▶ **WHAT IS BEING ASKED**: Word for word, restate the lines from the one holding "pyautogui.click(x=<x>, y=<y>)" through the end of the data below, including both endpoints and nothing more.

▶ **EXERCISE INPUTS**:
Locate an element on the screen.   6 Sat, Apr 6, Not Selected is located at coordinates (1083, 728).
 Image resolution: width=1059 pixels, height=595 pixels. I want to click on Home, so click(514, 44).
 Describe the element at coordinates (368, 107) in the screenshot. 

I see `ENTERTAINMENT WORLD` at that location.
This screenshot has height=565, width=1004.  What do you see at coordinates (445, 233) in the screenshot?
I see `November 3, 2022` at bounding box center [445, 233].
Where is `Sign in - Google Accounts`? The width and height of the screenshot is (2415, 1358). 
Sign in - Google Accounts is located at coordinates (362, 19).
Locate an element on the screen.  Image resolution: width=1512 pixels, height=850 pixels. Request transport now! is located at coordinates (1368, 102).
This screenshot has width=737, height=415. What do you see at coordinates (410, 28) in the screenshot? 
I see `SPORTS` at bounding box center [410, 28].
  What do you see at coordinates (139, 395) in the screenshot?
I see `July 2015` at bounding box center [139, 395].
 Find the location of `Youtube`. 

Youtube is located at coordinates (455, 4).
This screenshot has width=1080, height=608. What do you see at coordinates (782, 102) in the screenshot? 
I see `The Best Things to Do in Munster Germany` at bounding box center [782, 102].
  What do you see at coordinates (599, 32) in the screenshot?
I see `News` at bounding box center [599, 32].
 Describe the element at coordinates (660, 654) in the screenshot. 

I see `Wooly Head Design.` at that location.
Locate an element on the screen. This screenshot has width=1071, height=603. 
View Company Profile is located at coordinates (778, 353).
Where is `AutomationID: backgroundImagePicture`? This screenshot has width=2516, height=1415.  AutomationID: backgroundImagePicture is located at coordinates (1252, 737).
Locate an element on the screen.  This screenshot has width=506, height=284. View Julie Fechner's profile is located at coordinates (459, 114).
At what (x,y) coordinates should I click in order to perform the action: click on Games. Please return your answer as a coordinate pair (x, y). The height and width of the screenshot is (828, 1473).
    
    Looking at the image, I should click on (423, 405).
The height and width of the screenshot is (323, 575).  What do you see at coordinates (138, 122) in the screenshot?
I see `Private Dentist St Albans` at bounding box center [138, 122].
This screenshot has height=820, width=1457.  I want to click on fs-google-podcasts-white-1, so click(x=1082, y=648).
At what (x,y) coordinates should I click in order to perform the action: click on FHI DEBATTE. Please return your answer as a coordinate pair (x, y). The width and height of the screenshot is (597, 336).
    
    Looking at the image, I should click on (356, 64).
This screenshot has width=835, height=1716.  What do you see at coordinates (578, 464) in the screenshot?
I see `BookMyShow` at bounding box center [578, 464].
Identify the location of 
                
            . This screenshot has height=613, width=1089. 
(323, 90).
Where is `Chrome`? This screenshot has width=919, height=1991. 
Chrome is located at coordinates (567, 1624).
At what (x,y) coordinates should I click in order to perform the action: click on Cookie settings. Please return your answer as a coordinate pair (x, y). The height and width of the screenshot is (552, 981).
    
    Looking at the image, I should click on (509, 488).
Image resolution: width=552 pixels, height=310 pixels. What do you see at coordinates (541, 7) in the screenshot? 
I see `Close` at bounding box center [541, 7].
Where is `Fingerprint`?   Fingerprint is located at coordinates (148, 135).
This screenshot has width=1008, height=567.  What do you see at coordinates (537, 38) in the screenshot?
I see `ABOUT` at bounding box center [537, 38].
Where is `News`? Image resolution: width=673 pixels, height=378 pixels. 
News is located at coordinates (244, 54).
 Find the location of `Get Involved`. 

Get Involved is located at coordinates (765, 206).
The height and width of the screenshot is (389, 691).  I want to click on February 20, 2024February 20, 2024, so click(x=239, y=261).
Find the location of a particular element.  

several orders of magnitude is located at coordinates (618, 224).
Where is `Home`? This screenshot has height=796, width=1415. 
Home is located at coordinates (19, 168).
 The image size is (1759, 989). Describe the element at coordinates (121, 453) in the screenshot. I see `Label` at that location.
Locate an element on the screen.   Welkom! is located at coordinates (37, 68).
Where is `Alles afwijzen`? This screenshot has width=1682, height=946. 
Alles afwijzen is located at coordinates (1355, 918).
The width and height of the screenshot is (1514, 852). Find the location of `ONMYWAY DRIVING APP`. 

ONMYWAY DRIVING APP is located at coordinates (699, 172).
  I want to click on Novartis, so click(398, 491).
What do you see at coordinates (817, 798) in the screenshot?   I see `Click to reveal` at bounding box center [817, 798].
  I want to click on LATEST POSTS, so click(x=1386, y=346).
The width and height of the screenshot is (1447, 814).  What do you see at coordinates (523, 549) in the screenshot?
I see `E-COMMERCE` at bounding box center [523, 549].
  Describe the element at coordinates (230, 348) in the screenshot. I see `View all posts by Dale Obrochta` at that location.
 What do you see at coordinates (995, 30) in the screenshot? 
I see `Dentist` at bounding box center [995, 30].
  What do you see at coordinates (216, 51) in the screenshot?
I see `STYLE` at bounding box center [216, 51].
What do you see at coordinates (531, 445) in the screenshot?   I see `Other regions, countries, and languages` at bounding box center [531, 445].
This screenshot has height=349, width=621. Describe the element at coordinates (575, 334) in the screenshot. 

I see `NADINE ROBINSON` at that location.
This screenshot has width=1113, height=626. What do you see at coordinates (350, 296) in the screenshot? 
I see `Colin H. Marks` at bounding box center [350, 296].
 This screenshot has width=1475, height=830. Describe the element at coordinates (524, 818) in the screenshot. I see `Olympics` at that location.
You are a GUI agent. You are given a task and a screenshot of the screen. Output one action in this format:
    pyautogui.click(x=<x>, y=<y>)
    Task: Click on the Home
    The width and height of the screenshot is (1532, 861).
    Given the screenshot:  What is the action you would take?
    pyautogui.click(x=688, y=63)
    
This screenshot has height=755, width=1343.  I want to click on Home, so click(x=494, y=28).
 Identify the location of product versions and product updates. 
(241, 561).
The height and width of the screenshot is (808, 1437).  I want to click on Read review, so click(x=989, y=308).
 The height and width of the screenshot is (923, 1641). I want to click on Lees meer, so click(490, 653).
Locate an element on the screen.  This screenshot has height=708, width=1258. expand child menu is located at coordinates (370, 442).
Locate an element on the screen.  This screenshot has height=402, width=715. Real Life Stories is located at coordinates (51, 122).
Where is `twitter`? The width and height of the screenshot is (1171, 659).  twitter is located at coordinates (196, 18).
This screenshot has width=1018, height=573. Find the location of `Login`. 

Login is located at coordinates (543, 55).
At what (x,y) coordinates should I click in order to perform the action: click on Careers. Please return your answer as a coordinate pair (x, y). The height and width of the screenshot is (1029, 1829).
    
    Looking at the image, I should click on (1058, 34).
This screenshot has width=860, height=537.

▶ **ANSWER TO THIS TASK**:
    pyautogui.click(x=<x>, y=<y>)
    Task: Click on the Home
    The width and height of the screenshot is (1532, 861).
    Given the screenshot:  What is the action you would take?
    pyautogui.click(x=688, y=63)
    
This screenshot has height=755, width=1343.  I want to click on Home, so click(x=494, y=28).
 Identify the location of product versions and product updates. 
(241, 561).
The height and width of the screenshot is (808, 1437).  I want to click on Read review, so click(x=989, y=308).
 The height and width of the screenshot is (923, 1641). I want to click on Lees meer, so click(490, 653).
Locate an element on the screen.  This screenshot has height=708, width=1258. expand child menu is located at coordinates (370, 442).
Locate an element on the screen.  This screenshot has height=402, width=715. Real Life Stories is located at coordinates (51, 122).
Where is `twitter`? The width and height of the screenshot is (1171, 659).  twitter is located at coordinates (196, 18).
This screenshot has width=1018, height=573. Find the location of `Login`. 

Login is located at coordinates (543, 55).
At what (x,y) coordinates should I click in order to perform the action: click on Careers. Please return your answer as a coordinate pair (x, y). The height and width of the screenshot is (1029, 1829).
    
    Looking at the image, I should click on (1058, 34).
This screenshot has width=860, height=537.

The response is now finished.